Eric S. Raymond, “A Specter is Haunting Genetics”, Armed and Dangerous, 2010-06-19.

January 1, 2021

QotD: Buying “organic” food

… every time I buy “organic”, I feel like I’m sending a reinforcement to several different forms of vicious stupidity, beginning with the term “organic” itself. Duh! Actually, all food is “organic”; the term just means “chemistry based on carbon chains”.

Take “no GMOs” for starters. That’s nonsense; it’s barely even possible. Humans have been genetically modifying since the invention of stockbreeding and agriculture; it’s what we do, and hatred of the accelerated version done in a genomics lab is pure Luddism.
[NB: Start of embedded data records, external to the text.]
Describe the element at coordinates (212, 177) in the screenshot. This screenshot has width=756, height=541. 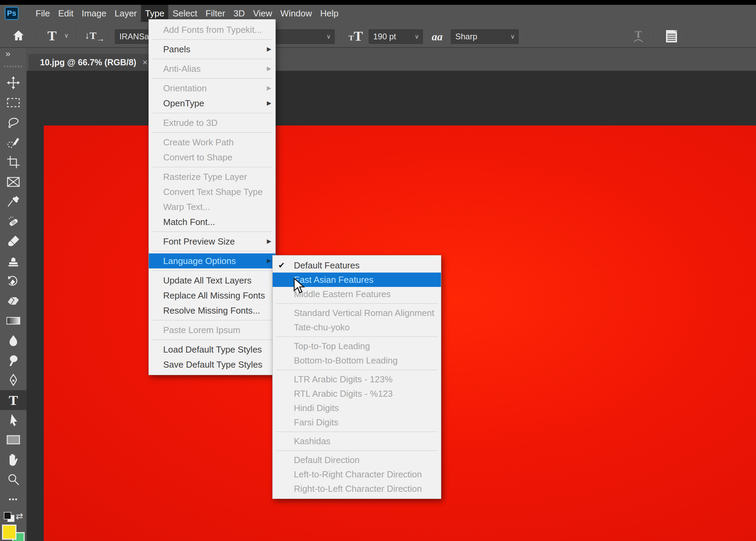
I see `menu-item-rasterize-type-layer: Rasterize Type Layer` at that location.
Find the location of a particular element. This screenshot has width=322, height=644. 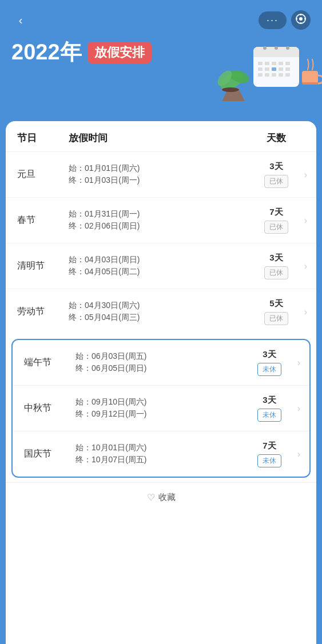

end-date: 终：01月03日(周一) is located at coordinates (158, 181).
It’s vicious nonsense, too; poor third-worlders have already starved because their governments refused food aid that might contain GMOs. And without GMOs it’s more than possible that the new wave of wheat rust, once it really gets going, might condemn billions to death.
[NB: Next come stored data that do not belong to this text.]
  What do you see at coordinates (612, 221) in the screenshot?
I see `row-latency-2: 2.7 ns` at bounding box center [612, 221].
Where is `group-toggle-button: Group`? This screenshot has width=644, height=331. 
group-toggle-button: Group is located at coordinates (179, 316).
Vegan? I’ve long since had it up to here with the tissue of ignorance and sanctimony that is evangelical veganism. Comparing our dentition and digestive tracts with those of cows, chimps, gorillas, and bears tells the story: humans are designed to be unspecialized omnivores, and the whole notion that vegetarianism is “natural” is so much piffle. It’s not even possible except at the near end of 4000 years of GMOing staple crops for higher calorie density, and even now you can’t be a vegan in a really cold climate (like, say, Tibet) because it’ll kill you. In warmer ones, you better be taking carnitine and half a dozen vitamins or you’re going to have micronutrient issues sneak up on you over a period of years.
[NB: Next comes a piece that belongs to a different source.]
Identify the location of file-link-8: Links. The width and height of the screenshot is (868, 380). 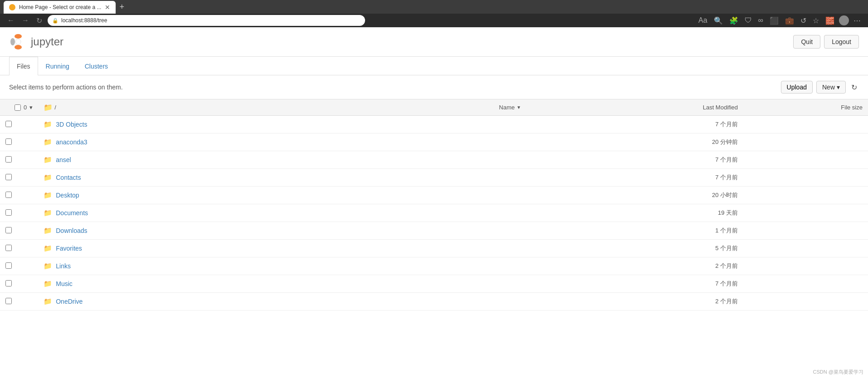
(63, 266).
OK, I give on gluten-free. Some people do have celiac disease; that’s a real need. But “no trans fat”? Pure faddery, or the next thing to it. The evidence indicting trans fats is extremely slim and surrounded by a cloud of food-nannyist hype. I hate helping to keep that sort of balloon inflated with my dollars.

Who could be against “fair trade”? Well, me … because the “fair trade” crowd pressures individual growers to join collectives with “managed” pricing. If you’re betting that this means lazy but politically adept growers with poor resource management and productivity prosper at the expense of more efficient and harder-working ones, you’ve broken the code.

Finally, “pesticide-free”. Do I like toxic chemicals on my food? No … but I also don’t fool myself about what happens when you don’t use them. This ties straight back to the general cluster of issues around factory farming. Without the productivity advantages of pesticides, synthetic fertilizer, and other non-“organic” methods, farm productivity would plummet. Relatively wealthy people like me would cope with reduced availability by paying higher prices, but huge numbers of the world’s poor would starve.

I buy “organic” food because it tastes better and I can, but I feel guilty about reinforcing all the kinds of delusion and superstition and viciousness that are tied up in that label. We simply cannot feed a world population of 6.6 billion without pesticides and factory farming and GMOs and preservatives in most bread; now, and probably forever, “organic” food will remain a luxury good.

Try telling its political partisans that, though. Hyped on their belief in their own virtue, and blissfully ignorant about scale problems, they have already engineered policies that have cost thousands of lives during spot famines. The potential death toll from (especially) anti-GMO policies is three orders of magnitude higher.

And my problem reduces to this: how can I buy the kind of food I want without supporting dangerous delusions?

Eric S. Raymond, “Organic guilt”, Armed and Dangerous, 2010-08-23.